Director: Dawn Mikkelson & Melissa Koch

Synopsis: In August of 2005 the mechanics at Northwest Airlines went on strike. Soon after, an anonymous flight attendant quit her job rather than cross the picket line. Disillusioned and inspired, this woman went in search of an established documentary filmmaker to tell the story of the workers of NWA.

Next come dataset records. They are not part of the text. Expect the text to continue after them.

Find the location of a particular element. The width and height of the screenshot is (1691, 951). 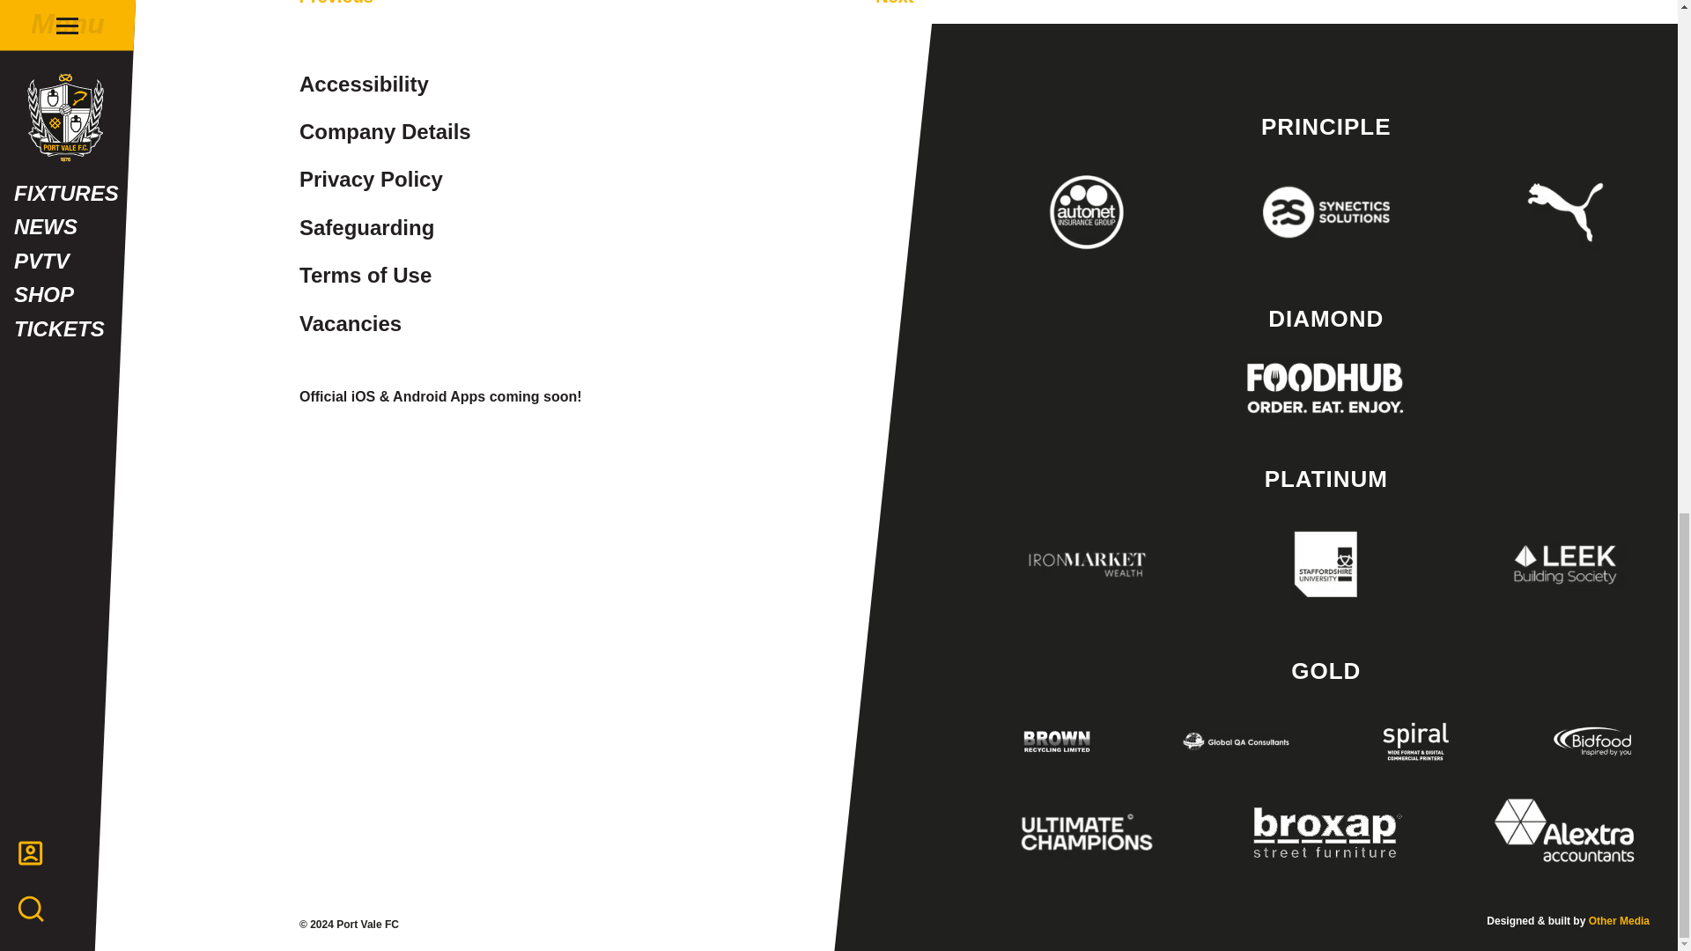

Autonet is located at coordinates (1087, 211).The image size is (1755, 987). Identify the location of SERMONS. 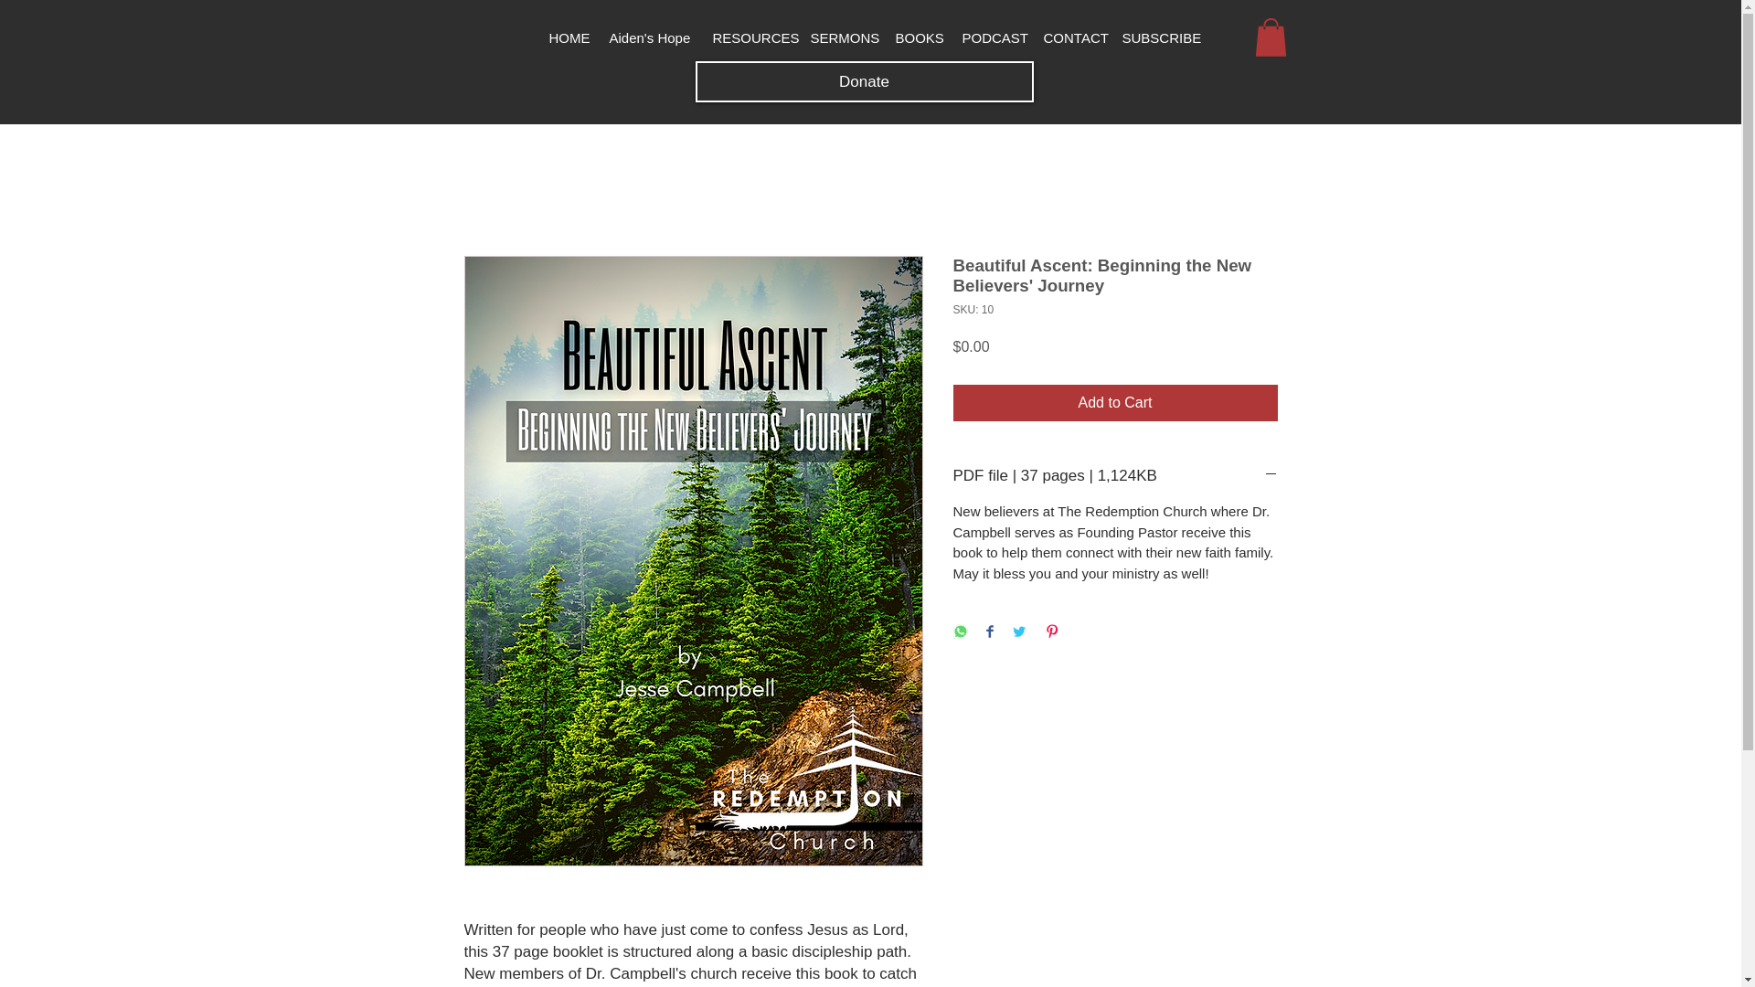
(841, 37).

Contact: info@redtailmovie.com http://www.redtailmovie.com

 

The Secret of My Success (1987)

111m; U.S.

Director: Herbert Ross

Cast: Michael J. Fox, Helen Slater and Richard Jordan

Synopsis (IMDB): Brantley Foster, a well-educated kid from Kansas, has always dreamed of making it big in New York. On his first work day in New York, he is fired in a hostile take-over and learns that jobs – and girls – are hard to get. When Brantley visits his distant uncle, Howard Prescott, who runs a multi-million-dollar company, he is given a job in the company’s mail room. Then Brantley meets Christy Wills, who happens to be one of the top executives. Brantley sees how poorly the company is being run and decides to create a position under the name Carlton Whitfield, to influence and improve the company’s operations. Soon things get unexpectedly out of hand, not in the least because of his aunt, his girl and leading a double life.

 
 

The Secret to Change (2001)

38m; U.S.

Synopsis: Millie Jeffrey, a diminutive and deceptively mild spoken woman, has been a dynamic catalyst for social change in America. “The secret to change starts with involvement,” a credo that Jeffery followed in her fight for the rights of organized labor, minorities, and women. Growing up in northern Iowa in a Roman Catholic family, she was outraged by the fact that Roman Catholics, because of strong Klan opposition, could not be elected to public office. Her revolutionary fervor was stoked when she joined the then militant YWCA in college and through the Y took a summer job in a candy factory. The working conditions were as deplorable as the management; Millie’s response was to join a trade union.

After college she became an organizer for the Amalgamated Clothing Workers of America, working primarily in the South. This was difficult and dangerous work, and at the time not successful. With the beginning of World War II and its enormous increase of women workers, Millie Jeffrey joined the United Auto Workers and headed up the women’s department of the union. Her job–to empower women in the union. With glee she recounts the story of how the woman, who was fired from her factory job for distracting the men by wearing red slacks, was reinstated with back pay. The issue of work clothing in the auto industry was put permanently to rest.

Millie Jeffrey served as a brilliant strategist for Civil Rights Movement and the Equal Rights Movement. This dynamic woman was one of the founders of, and later president of, the National Women’s Political Caucus, and worked with dedication to ensure the passage of the Equal Rights Amendment. As one veteran of the struggle said, “Millie taught us how to pick up the pieces after we were defeated.” Turning to the campaign to elect women to office, she sparked the nomination of Geraldine Ferraro as Vice-presidential candidate.

http://emro.lib.buffalo.edu/emro/emroDetail.asp?Number=805

Contact: Jacqueline Fralley jm4fral4@att.net 202-298-9418

 

The Shop Steward (1953)

21m; Canada

Director: Morten Parker

Synopsis: A dramatized presentation of the role of the shop steward in the effective day-to-day functioning of free trade unionism, the film begins with the election of machinist Johnny Walachuk as shop steward for the men in his section of a large industrial plant. Continuing, it shows the part the shop steward plays in carrying out the grievance procedures set up by company and union. How Johnny fulfills his responsibility to protect the men who elected him from infractions of the agreement is told in his own words and typifies the function of union shop stewards generally in Canada. Number one of the series.